Sands officials were told that the consequences of the SAFE investigation could be hefty. "Laws relating to foreign exchange and regulations promulgated by SAFE, as well as other laws (such as those relating to corrupt practices) that might be applicable, allow for criminal prosecution of those in charge of, or responsible for, violations," warned a January 2009 memo from a law firm that handled legal issues for the company in China. The Sands and its executives were in a "very dangerous situation," according to the document.
The company faced a potential fine of up to $30 million, Mr. Yang said, until he helped get it reduced to $1.6 million.
There was also growing anger toward Mr. Adelson from government officials in Beijing and Macau, according to former executives and others with direct knowledge of the matter. Mr. Adelson's mercurial personality had managed to alienate many in Macau's government. Beijing officials' ire was aroused when Mr. Adelson's 2001 private meeting with China's vice premier was revealed during the 2008 Suen trial.
The episode represented a loss of face for the Beijing leadership, and one person close to the situation said the resulting push-back indicated Mr. Adelson had worn out his welcome in China.
In September 2008, a Sands lawyer asked the United States ambassador to China, Clark T. Randt Jr., to help arrange a meeting for Mr. Adelson with Vice President Xi Jinping, according to e-mails provided to The Times. But Mr. Randt relayed that the Chinese ambassador had told him a "lawsuit involving Congress" -- apparently the Suen case -- would make it difficult.
A Messy Breakup in Beijing
The Sands's breakup with its chief Beijing representative proved messy. Mr. Yang said he was suddenly dismissed in early 2009 by the Sands's head of Asian development, Eric Chiu, who said only that the firing had been ordered from company headquarters. A dispute between the Sands and Mr. Yang over repayment of money paid for the Adelson Center was eventually settled in court in Beijing.
It is unclear what ultimately became of the internal Sands inquiry into Mr. Yang and the missing money.
"In the end, the company's hasty exit from China caused bookkeeping errors, but multiple investigations have not found evidence of corrupt payments," said Mr. Weidner, the former Sands president, who was a major driver of the China engagement strategy.
A little-noticed transaction last month in Macau hinted that Mr. Yang has become problematic for the Sands. Ms. Mao, the finance executive, had also raised concerns about a contract Mr. Yang helped arrange for the operation of Sands's ferry between Hong Kong and Macau -- another venture being looked into by federal investigators. Last month, the Sands redid the agreement, cutting out a company tied to an associate of Mr. Yang. When asked why, a ferry official said, "It's top secret."

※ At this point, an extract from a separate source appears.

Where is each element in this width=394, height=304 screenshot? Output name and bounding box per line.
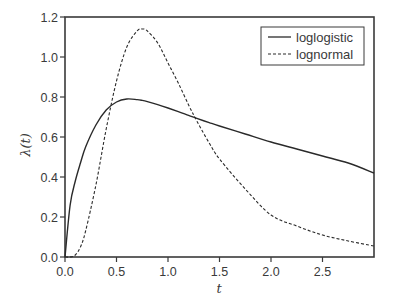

Today in Beijing, the first floor of the building that housed the trade center is a car showroom, stocked with shiny black sedans. An employee said that he remembers a sign that was removed. It said "Adelson Center" in Chinese.
But Mr. Adelson has hardly retreated. Sands executives say a renewed strategy of engaging with Beijing has improved relations. The Sands now has four casinos in Macau, which supply about half the company's profits.
Its business continues to be vulnerable to policy machinations in Beijing over issues as narrow as visa approvals and as sweeping as currency valuation. And, to some degree, that also makes the company dependent on American policy and attitudes toward China.
As Mr. Adelson has emerged as perhaps the biggest donor in the presidential race, he has remained defiant about the legal questions swirling around his company.
Asked about them at an industry conference last year, he said, "When the smoke clears, I am absolutely -- not 100 percent, but 1,000 percent -- positive that there won't be any fire below it."